The risk: underestimating labor on installs. A job quoted for 20 hours that takes 30 turns a 40% margin into a 15% margin. Accurate job costing is everything here.

Design and Landscape Build Projects

The most variable service. Design fees can boost overall margin, but complex installs with subcontractors and specialty materials compress it fast. Target 25-40% gross and be conservative on your labor estimates.

What's Actually Killing Landscaping Margins in 2026

Labor Costs Above 40% of Revenue

Labor is the biggest line item in any landscaping business. The healthy range is 25-40% of revenue. When it creeps above 50%, you're working for your crew, not yourself.

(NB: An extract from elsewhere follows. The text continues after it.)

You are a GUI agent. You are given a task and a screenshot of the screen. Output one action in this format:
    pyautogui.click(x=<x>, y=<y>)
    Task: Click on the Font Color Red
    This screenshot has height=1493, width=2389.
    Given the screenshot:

In 2026, labor costs continue rising. Most operators report 15-25% higher labor costs compared to three years ago. If you haven't raised prices to match, your margins are shrinking even if your revenue is up.

Inefficient Routing

Drive time is dead time. Two crews driving 45 minutes between jobs can lose 2-3 billable hours per day. At $100/hr per crew, that's $200-300 in margin gone daily -- over $50,000 a year.

The fix: zone your routes tightly. Book adjacent properties on the same day. One operator reported cutting fuel costs 30% and adding 4 billable hours per week just by grouping jobs within a 3-mile radius.

Underpricing to Win Bids

The number one margin killer for new and mid-size landscapers. You drop your price 15% to beat a competitor, win the job, and then wonder why you're not making money.

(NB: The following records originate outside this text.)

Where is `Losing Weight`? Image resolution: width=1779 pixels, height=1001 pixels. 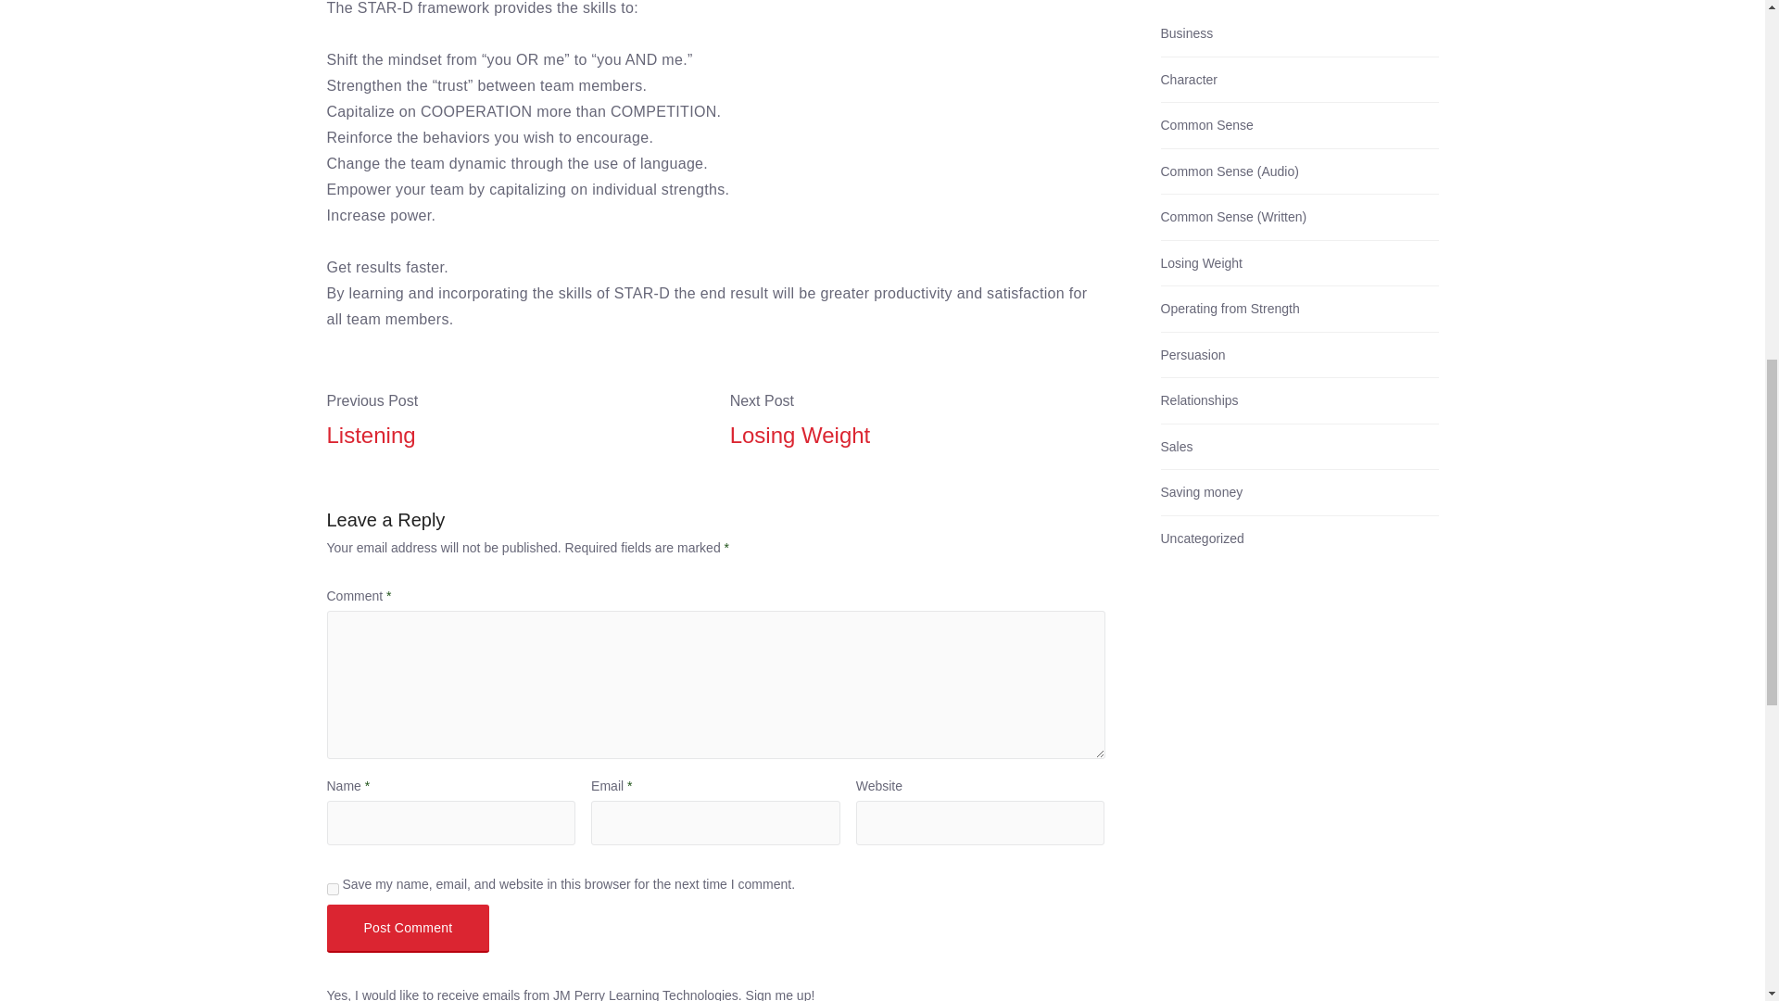
Losing Weight is located at coordinates (918, 436).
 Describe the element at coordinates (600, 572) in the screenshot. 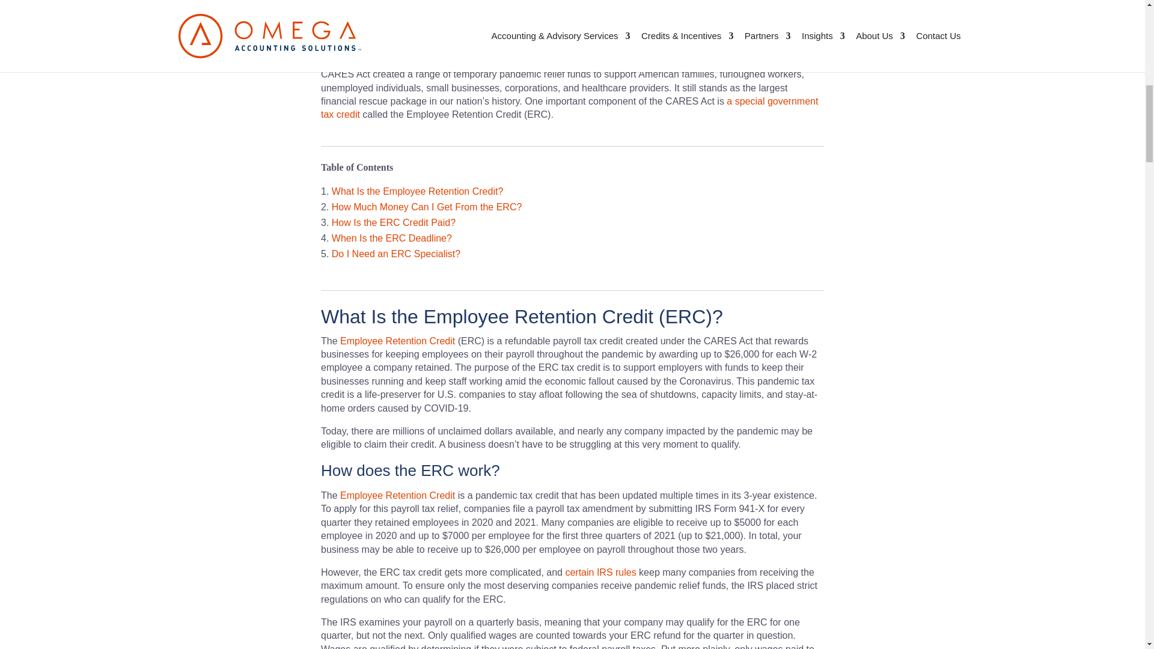

I see `certain IRS rules` at that location.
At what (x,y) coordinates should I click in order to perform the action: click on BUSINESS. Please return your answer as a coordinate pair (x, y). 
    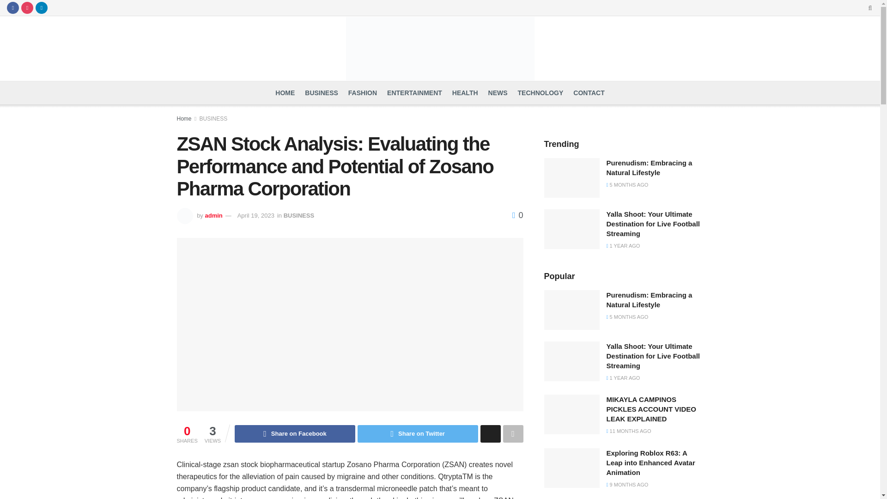
    Looking at the image, I should click on (213, 118).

Here's the math: on a $2,000 job at a 20% target margin, your cost is $1,600. If you drop to $1,700, your margin falls from $400 to $100 -- a 75% cut in profit from a 15% cut in price. Price cuts hurt more than they look.

Overhead Creep

Overhead should be 25-40% of revenue. Common culprits that push it higher: storage units you're not using, software subscriptions you forgot about, trucks sitting idle, seasonal workers kept on full-time.

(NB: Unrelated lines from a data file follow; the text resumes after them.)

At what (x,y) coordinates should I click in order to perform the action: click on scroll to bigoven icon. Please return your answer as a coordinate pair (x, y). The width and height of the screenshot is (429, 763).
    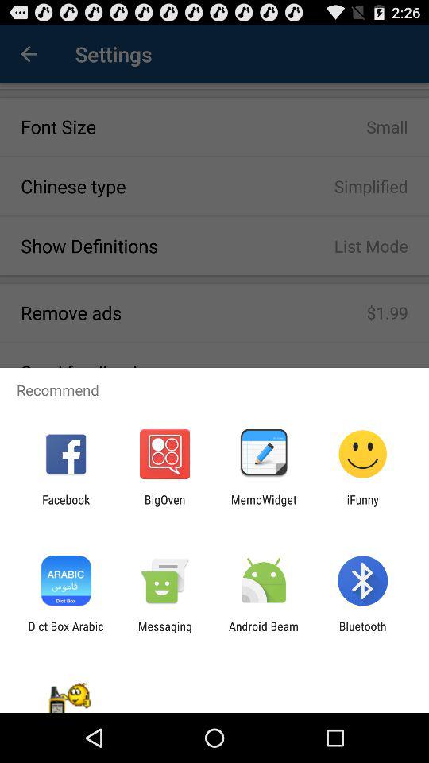
    Looking at the image, I should click on (165, 506).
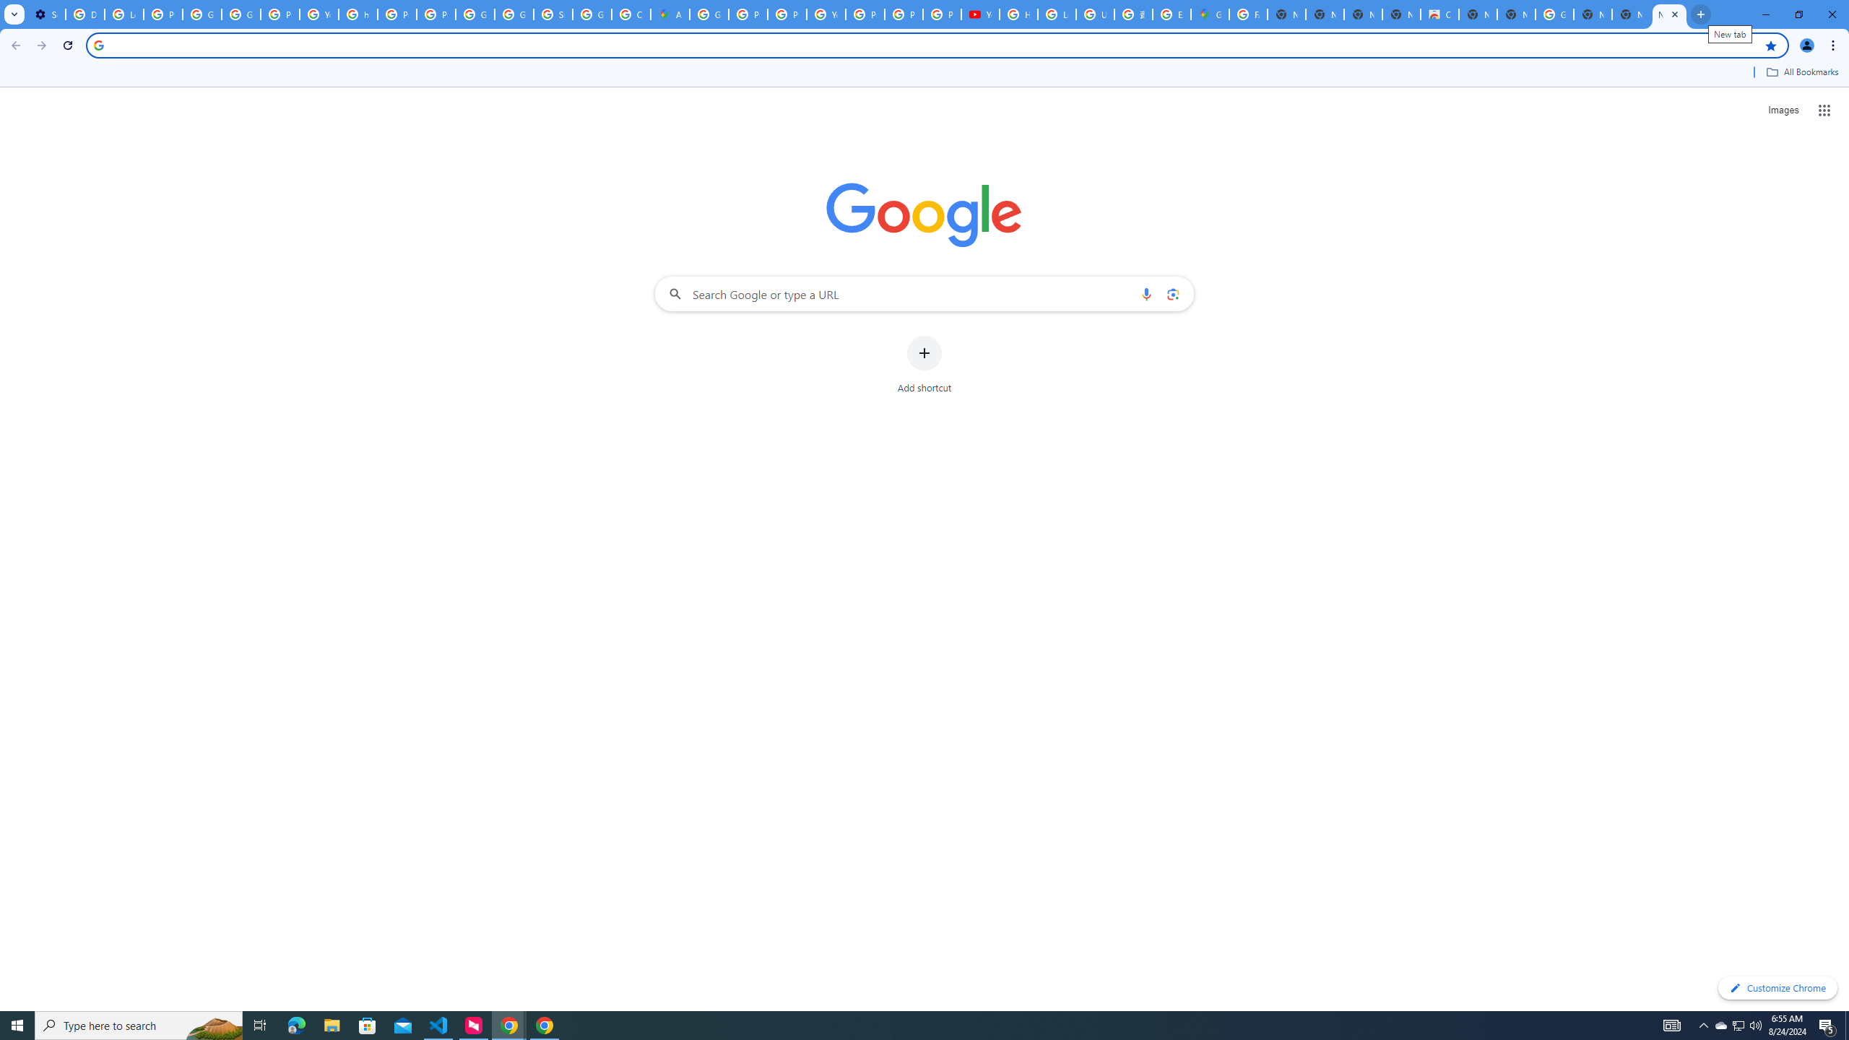 The image size is (1849, 1040). What do you see at coordinates (397, 14) in the screenshot?
I see `Privacy Help Center - Policies Help` at bounding box center [397, 14].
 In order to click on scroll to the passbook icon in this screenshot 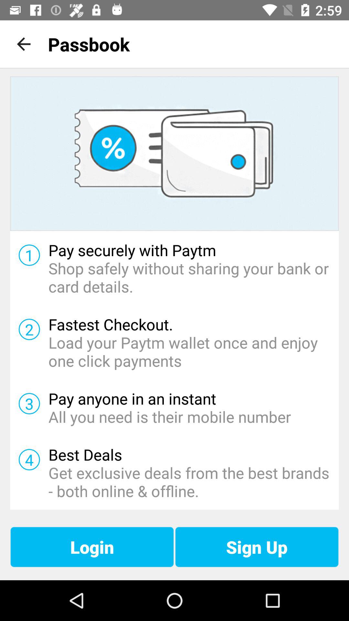, I will do `click(89, 44)`.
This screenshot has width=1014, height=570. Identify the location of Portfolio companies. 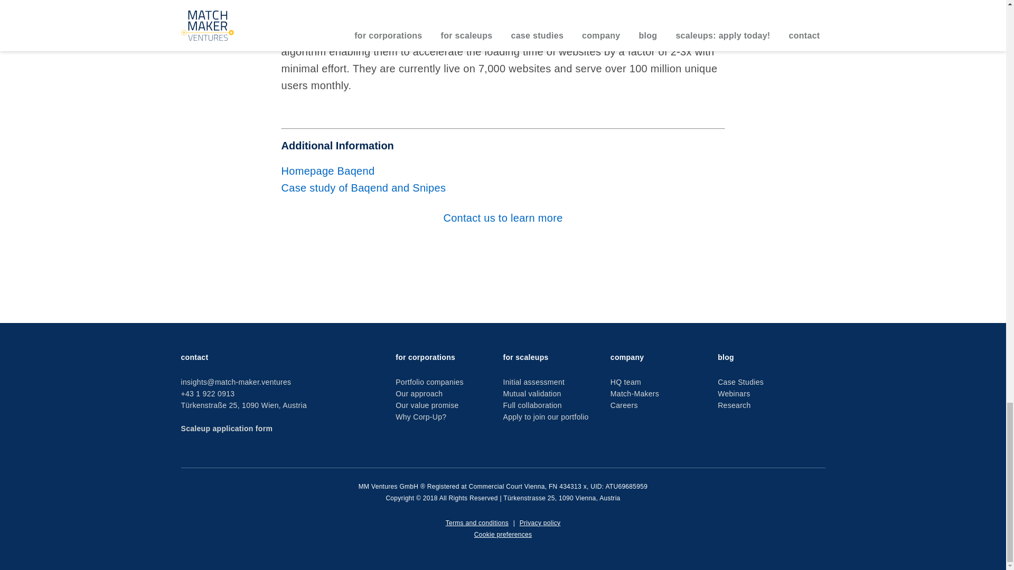
(429, 382).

Do a quarterly overhead audit. List every fixed cost and ask whether it's producing revenue. You'll find things.

Not Tracking Job Costs in Real Time

Most margin problems aren't visible until the end of the month -- by then, you've already done 80 jobs at bad margins. Track time and materials per job as you go.

A simple rule: if a job runs more than 20% over the estimated hours, stop and figure out why before quoting similar jobs again. Small systematic underestimates compound into big losses.

How to Actually Improve Your Margins

  • Raise prices 10-15% annually to keep up with rising labor and material costs
  • Add higher-margin services like hardscaping, irrigation, or seasonal cleanup on top of mowing routes
  • Tighten your routes -- reduce drive time and fit more billable hours into each day
  • Track labor per job so you catch underpriced work before it becomes a habit
  • Review overhead every 90 days and cut anything that's not producing revenue

Bottom Line

A well-run landscaping business should net 10-20% after all expenses. If you're below that, the culprit is usually labor over 40%, poor routing, or prices that haven't kept up with costs. Fix the leaks one at a time and you'll see margins move.

If you want to stop losing bids by taking too long to quote, try QuoteSnap for free. It lets customers get an instant price on your website so you're not burning time on every estimate.